The Virginian-Pilot
                             THE VIRGINIAN-PILOT 
              Copyright (c) 1996, Landmark Communications, Inc.

DATE: Friday, January 5, 1996                TAG: 9601050462
SECTION: LOCAL                    PAGE: B1   EDITION: FINAL 
TYPE: Column 
SOURCE: Guy Friddell 
                                             LENGTH: Medium:   61 lines

HELEN HILL MILLER: LIFE WITH LOVE OF LEARNING

It is not surprising that at the death of Helen Hill Miller the other day at age 96 she had just completed a memoir, ``Washington Observed.''

That would have held true at any time in her career, for she was busy always on a major work, not out of a sense of discipline but from a lust for learning. She relished work.

She wrote upwards of 20 books, each researched exhaustively on the scene, ranging in topics from the site of King Arthur's Round Table to a defining biography of Virginia's least-known founding father, ``George Mason, Gentleman Revolutionary.''

Former Gov. Colgate Darden said the portrait of Mason should have merited the Pulitzer Prize.

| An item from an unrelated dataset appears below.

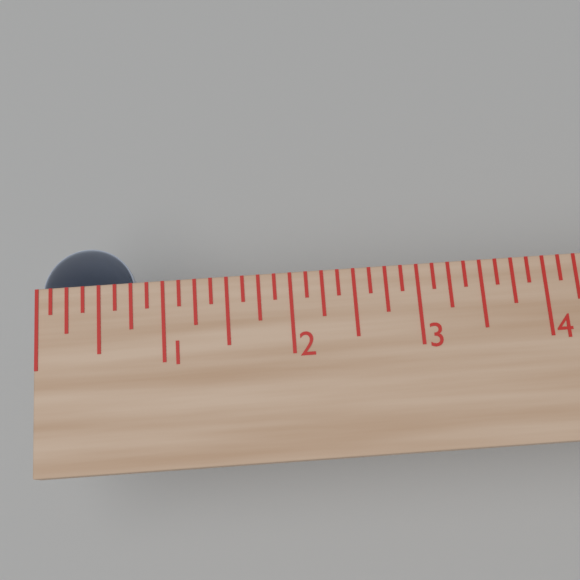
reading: 0.750 in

Her elder son, Andrew Pickens Miller, once said, ``Mother is apt to write about anything in which she is interested, and she is interested in most everything.''

Talk with her was a joy. On any subject, she offered insights. Her blue eyes, under wavy white hair, were sharp; her movements and words quick, wren-like. Her laughter a delight. Her air, eagerness.

She began writing books when she began writing. A linoleum-bound scrapbook of childhood compositions is titled ``Poem Book.''

From the start, too, she was a rebel. When a seventh-grade teacher favored one boy and failed another, Helen rallied his friends and led them to the principal's office to protest. They won his reprieve.

``I had a complete adolescent revolt.'' she said. ``The society of Lake Forest, Ill., where I grew up, was most exploitive and I walked out of it, body and soul. . . on my own.''

In Bryn Mawr, dissatisfied with English teachers, she led her friends in collecting funds to bring to the campus a then little known New Hampshire poet, Robert Frost.

To broaden her horizons, she went to Oxford University to study economics and political science. There she met Francis Pickens Miller just out of the army, studying history and theology. He courted her on the tennis court.

She was ``perfectly outraged'' at his calling her shots good ``when it was obvious even from my end of the court they were out.''

He called her ``The little Puritan.'' With her at his side, he brought competition to Democratic primaries in races for governor in 1949 and the U.S. Senate in 1951.

Their son, Andrew, won a race for attorney general and lost one for governor. Another son, Robert, is a leader in the Presbyterian Church.

After earning a Ph.D. at the University of Chicago, she became a correspondent for The Economist, then Newsweek, and began the books that still beckon. One, ``The Case for Liberty,'' is as fresh as today's headlines on the Bill of Rights. And will remain so. ILLUSTRATION: Photo

Helen Hill Miller, dead at 96, wrote upwards of 20 books, each

researched exhaustively on the scene.